A Financial Times Best Book of the Year: “A hugely thoughtful and innovative analysis of the phenomenon known as ‘India Inc.’.” —Sumathi Ramaswamy, author of The Goddess and the Nation
The early twenty-first century was an optimistic moment of global futures-making. The chief narrative was the emergence of the BRICS nations—leading stars in the great spectacle of capitalist growth stories, branded afresh as resource-rich hubs of untapped talent and potential, and newly opened up for foreign investments. The old third-world nations were rapidly embracing the script of unbridled capitalism in the hope of arriving on the world stage.
If the tantalizing promise of economic growth invited entrepreneurs to invest in the nation’s exciting futures, it offered utopian visions of “good times,” and even restoration of lost national glory, to the nation’s citizens. Brand New Nation reaches into the past and, inevitably, the future of this phenomenon as well as the fundamental shifts it has wrought in our understanding of the nation-state. It reveals the on-the-ground experience of the relentless transformation of the nation-state into an “attractive investment destination” for global capital.
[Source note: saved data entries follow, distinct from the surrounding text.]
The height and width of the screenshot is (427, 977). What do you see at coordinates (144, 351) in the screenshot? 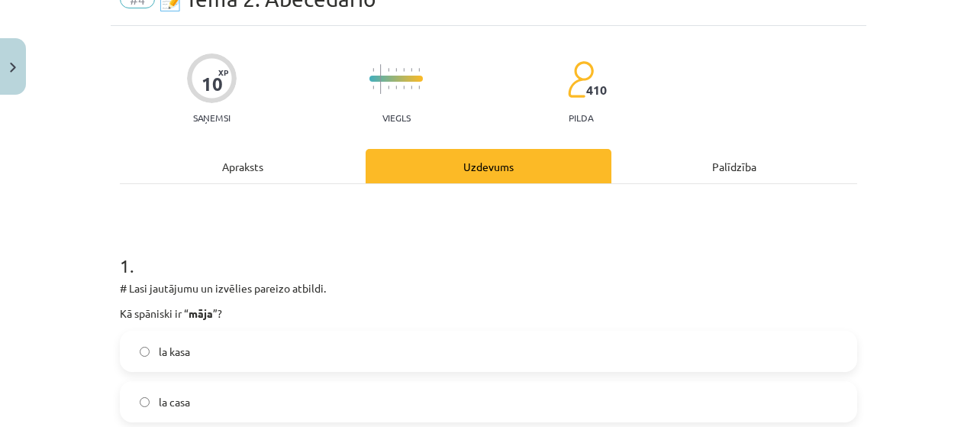
I see `input: la kasa` at bounding box center [144, 351]. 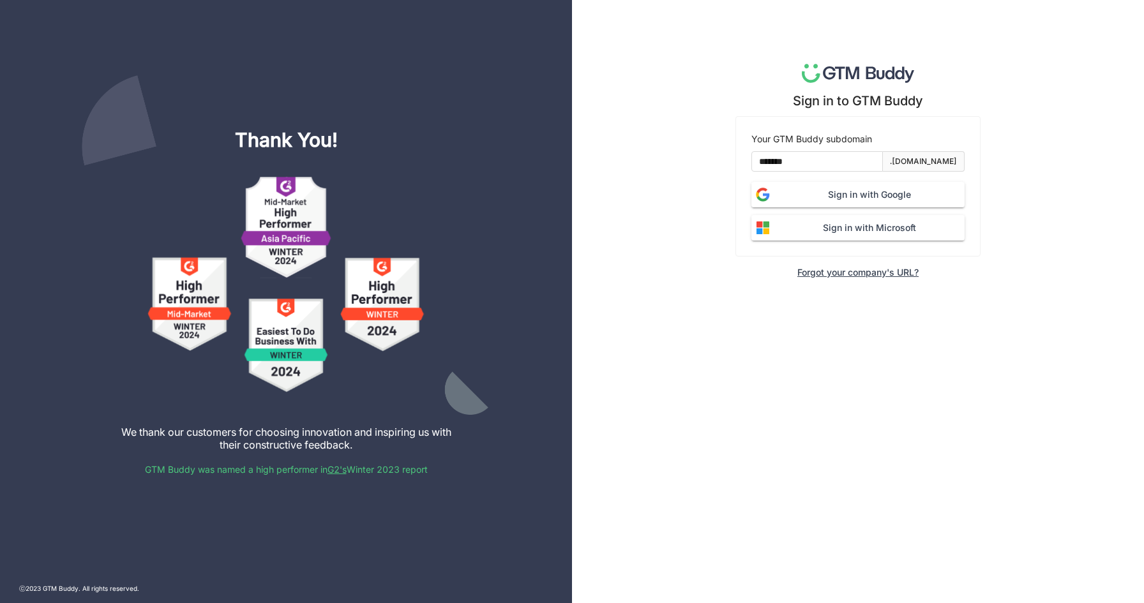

As Ravinder Kaur provocatively argues, the brand new nation is not a mere nineteenth-century re-run. It has come alive as a unified enclosure of capitalist growth and nationalist desire in the twenty-first century. Today, to be deemed an attractive nation-brand in the global economy is to be affirmed as a proper nation. The infusion of capital not only rejuvenates the nation; it also produces investment-fueled nationalism, a populist energy that can be turned into a powerful instrument of coercion. Grounded in the history of modern India, this book reveals the close kinship among identity economy and identity politics, publicity and populism, and violence and economic growth rapidly rearranging the liberal political order the world over.
“Every page is a treat of elegant writing, sharp insights, and nuanced analysis.”
Ravinder Kaur is Associate Professor of Modern South Asian Studies at the University of Copenhagen. She is the author of Since 1947: Partition Narratives among the Punjabi Migrants of Delhi (2007, 2018).